I’m not sure about the Children of Men example: a birth in that situation is only important in that it implies MORE possible births. If it doesn’t, I still say that a death outweighs a birth.
But here’s another extremely inconvenient possible world:
People aren’t ‘born’ in the normal sense—instead they are ‘fluctuated’ into existence as full-grown adults. Instead of normal ‘death’, people simply dissolve painlessly after a given amount of time. Nobody is aware that at some point in the future they will ‘die’, and whenever someone does all currently existing people have their memories instantly modified to remove any trace of them.
I still prefer option (1) in this scenario, but I’m much less confident of it.

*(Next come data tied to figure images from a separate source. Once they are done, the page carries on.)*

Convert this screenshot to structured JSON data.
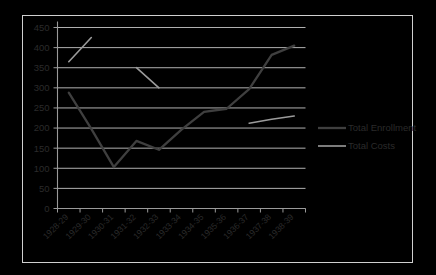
{
  "chart_data": {
    "type": "line",
    "title": "",
    "xlabel": "",
    "ylabel": "",
    "categories": [
      "1928-29",
      "1929-30",
      "1930-31",
      "1931-32",
      "1932-33",
      "1933-34",
      "1934-35",
      "1935-36",
      "1936-37",
      "1937-38",
      "1938-39"
    ],
    "ylim": [
      0,
      450
    ],
    "ytick_labels": [
      "0",
      "50",
      "100",
      "150",
      "200",
      "250",
      "300",
      "350",
      "400",
      "450"
    ],
    "yticks": [
      0,
      50,
      100,
      150,
      200,
      250,
      300,
      350,
      400,
      450
    ],
    "grid": true,
    "legend_position": "right",
    "series": [
      {
        "name": "Total Enrollment",
        "color": "#3f3f3f",
        "width": 2.3,
        "values": [
          288,
          198,
          103,
          168,
          146,
          196,
          240,
          248,
          297,
          382,
          405
        ]
      },
      {
        "name": "Total Costs",
        "color": "#9b9b9b",
        "width": 1.6,
        "values": [
          365,
          425,
          null,
          350,
          300,
          null,
          null,
          null,
          212,
          222,
          230
        ]
      }
    ]
  },
  "legend": {
    "entries": [
      {
        "label": "Total Enrollment"
      },
      {
        "label": "Total Costs"
      }
    ]
  },
  "colors": {
    "enrollment": "#3f3f3f",
    "costs": "#9b9b9b",
    "grid": "#c4c4c4",
    "axis": "#9a9a9a",
    "border": "#d0d0d0",
    "text": "#2b2b2b",
    "background": "#ffffff"
  }
}
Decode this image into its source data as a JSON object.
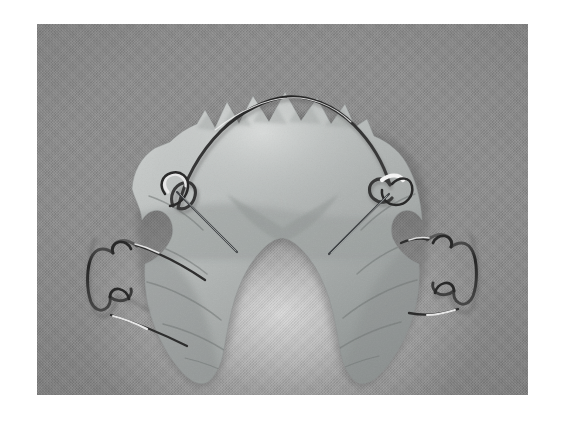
{
  "page": {
    "background_color": "#ffffff",
    "width": 562,
    "height": 423
  },
  "photo": {
    "alt_description": "Grayscale photograph of an upper Hawley orthodontic retainer lying on textured gray fabric",
    "frame": {
      "left": 37,
      "top": 24,
      "width": 491,
      "height": 371
    },
    "background_color": "#8b8b8b",
    "background_texture": "woven-fabric-canvas",
    "color_mode": "grayscale"
  },
  "subject": {
    "name": "hawley-retainer",
    "arch": "upper",
    "orientation": "occlusal-view-anterior-up",
    "parts": [
      {
        "id": "acrylic-plate",
        "label": "Acrylic palatal plate",
        "shape": "horseshoe",
        "finish": "translucent pink-clear (rendered light gray)",
        "color": "#b9bcbb",
        "edge": "scalloped tooth indentations"
      },
      {
        "id": "labial-bow",
        "label": "Labial bow wire",
        "color": "#3a3a3a",
        "highlight_color": "#f2f2f2",
        "feature": "two U-shaped adjustment loops"
      },
      {
        "id": "adams-clasp-left",
        "label": "Adams clasp (left molar)",
        "color": "#2e2e2e",
        "highlight_color": "#ededed"
      },
      {
        "id": "adams-clasp-right",
        "label": "Adams clasp (right molar)",
        "color": "#2e2e2e",
        "highlight_color": "#ededed"
      }
    ]
  },
  "palette": {
    "page_white": "#ffffff",
    "fabric_gray": "#8b8b8b",
    "fabric_light": "#e9e9e9",
    "acrylic_light": "#c4c7c6",
    "acrylic_mid": "#a8acab",
    "acrylic_dark": "#8f9493",
    "wire_dark": "#303030",
    "wire_highlight": "#f5f5f5"
  }
}
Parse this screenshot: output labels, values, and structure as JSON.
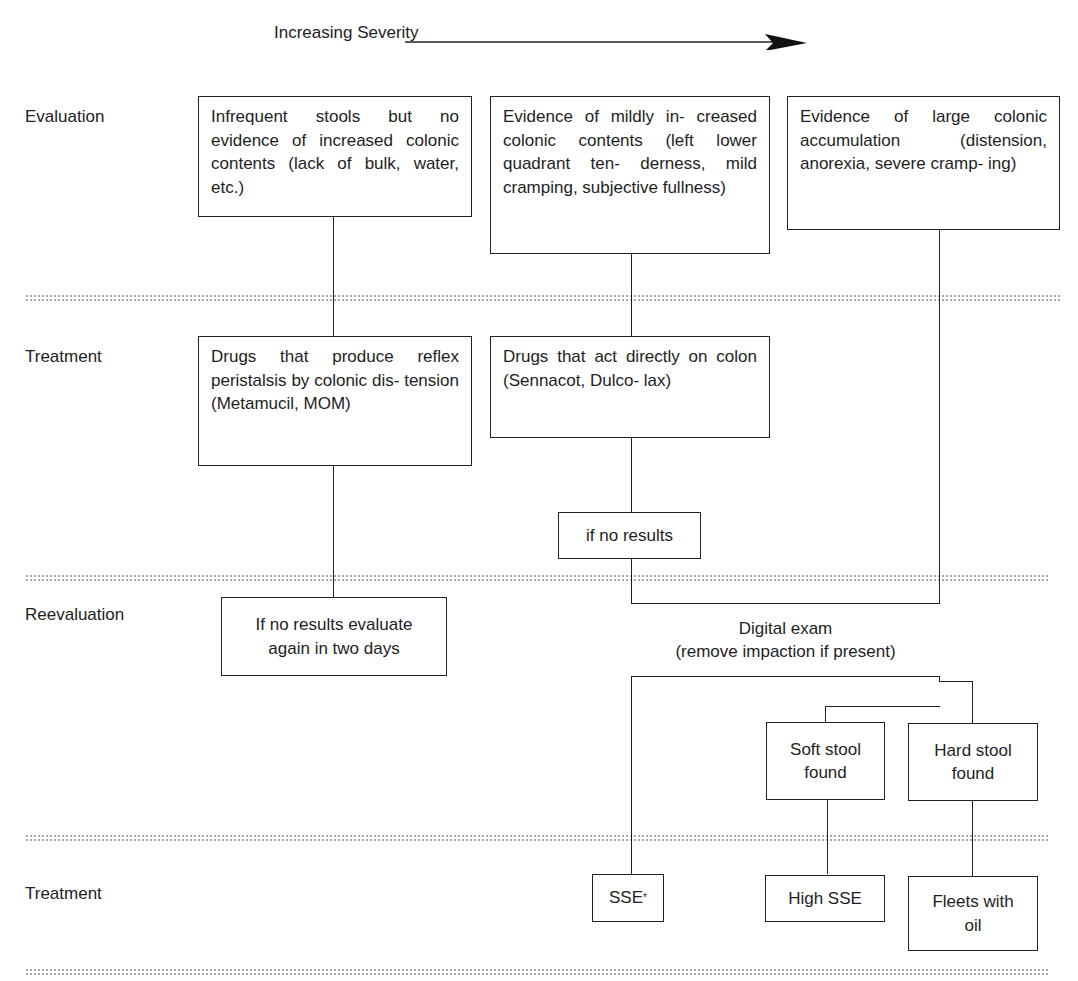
{
  "header": {
    "severity_label": "Increasing Severity",
    "arrow_icon": "right-arrow"
  },
  "rows": [
    {
      "label": "Evaluation"
    },
    {
      "label": "Treatment"
    },
    {
      "label": "Reevaluation"
    },
    {
      "label": "Treatment"
    }
  ],
  "evaluation": {
    "col1": "Infrequent stools but no evidence of increased colonic contents (lack of bulk, water, etc.)",
    "col2": "Evidence of mildly in- creased colonic contents (left lower quadrant ten- derness, mild cramping, subjective fullness)",
    "col3": "Evidence of large colonic accumulation (distension, anorexia, severe cramp- ing)"
  },
  "treatment": {
    "col1": "Drugs that produce reflex peristalsis by colonic dis- tension (Metamucil, MOM)",
    "col2": "Drugs that act directly on colon (Sennacot, Dulco- lax)",
    "if_no_results": "if no results"
  },
  "reevaluation": {
    "col1_line1": "If no results evaluate",
    "col1_line2": "again in two days",
    "digital_exam_line1": "Digital exam",
    "digital_exam_line2": "(remove impaction if present)",
    "soft_stool_line1": "Soft stool",
    "soft_stool_line2": "found",
    "hard_stool_line1": "Hard stool",
    "hard_stool_line2": "found"
  },
  "final_treatment": {
    "sse": "SSE",
    "sse_footnote_mark": "*",
    "high_sse": "High SSE",
    "fleets_line1": "Fleets with",
    "fleets_line2": "oil"
  },
  "colors": {
    "line": "#222222",
    "separator_dots": "#a9a9a9",
    "background": "#ffffff"
  }
}
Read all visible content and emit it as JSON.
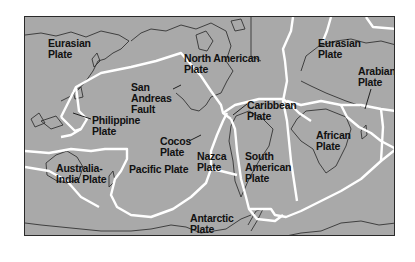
{
  "map": {
    "title": "Tectonic plates of the world",
    "colors": {
      "ocean_land": "#a9a9a9",
      "boundary": "#ffffff",
      "coast": "#333333",
      "label": "#111111"
    },
    "labels": [
      {
        "id": "eurasian-west",
        "text": "Eurasian\nPlate",
        "x": 47,
        "y": 37
      },
      {
        "id": "north-american",
        "text": "North American\nPlate",
        "x": 183,
        "y": 52
      },
      {
        "id": "eurasian-east",
        "text": "Eurasian\nPlate",
        "x": 317,
        "y": 37
      },
      {
        "id": "arabian",
        "text": "Arabian\nPlate",
        "x": 357,
        "y": 65
      },
      {
        "id": "san-andreas",
        "text": "San\nAndreas\nFault",
        "x": 130,
        "y": 81
      },
      {
        "id": "philippine",
        "text": "Philippine\nPlate",
        "x": 91,
        "y": 114
      },
      {
        "id": "caribbean",
        "text": "Caribbean\nPlate",
        "x": 246,
        "y": 99
      },
      {
        "id": "cocos",
        "text": "Cocos\nPlate",
        "x": 159,
        "y": 135
      },
      {
        "id": "african",
        "text": "African\nPlate",
        "x": 315,
        "y": 129
      },
      {
        "id": "australia-india",
        "text": "Australia-\nIndia Plate",
        "x": 55,
        "y": 162
      },
      {
        "id": "pacific",
        "text": "Pacific Plate",
        "x": 128,
        "y": 163
      },
      {
        "id": "nazca",
        "text": "Nazca\nPlate",
        "x": 196,
        "y": 150
      },
      {
        "id": "south-american",
        "text": "South\nAmerican\nPlate",
        "x": 244,
        "y": 150
      },
      {
        "id": "antarctic",
        "text": "Antarctic\nPlate",
        "x": 189,
        "y": 212
      }
    ]
  }
}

This scenario is way, way worse than the real world we live in. It’s bad enough that some of my friends and loved ones are dead. I don’t want to lose my memories of them too. The social connections people form with others are one of the most important aspects of their lives. If you kill someone and destroy all their connections at the same time you’ve harmed them far more badly than if you just killed them.
Plus, there’s also the practical fact that if you are unaware of when you will “dissolve” it will be impossible for you to plan your life to properly maximize your own utility. What if you had the choice between going to a good movie today, and a great movie next week, and were going to dissolve tomorrow? If you didn’t know that you were going to dissolve you’d pick the great movie next week, and would die having had less fun than you otherwise could have had.
I’d prefer option 1 in this scenario, and in any other, because the title of the OP is a misnomer, people can’t be replaced. The idea that you are “replacing” someone if you create a new person after they die implies that people are not valuable, they are merely containers for holding what is really valuable (happiness, utility, etc.), and that it does not matter if a container is destroyed as long as you can make a new one to transfer its contents into. I completely disagree with this approach. Utility is valuable because people are valuable, not the other way around. A world with lower utility where less people have died is better than a world of higher utility with more death.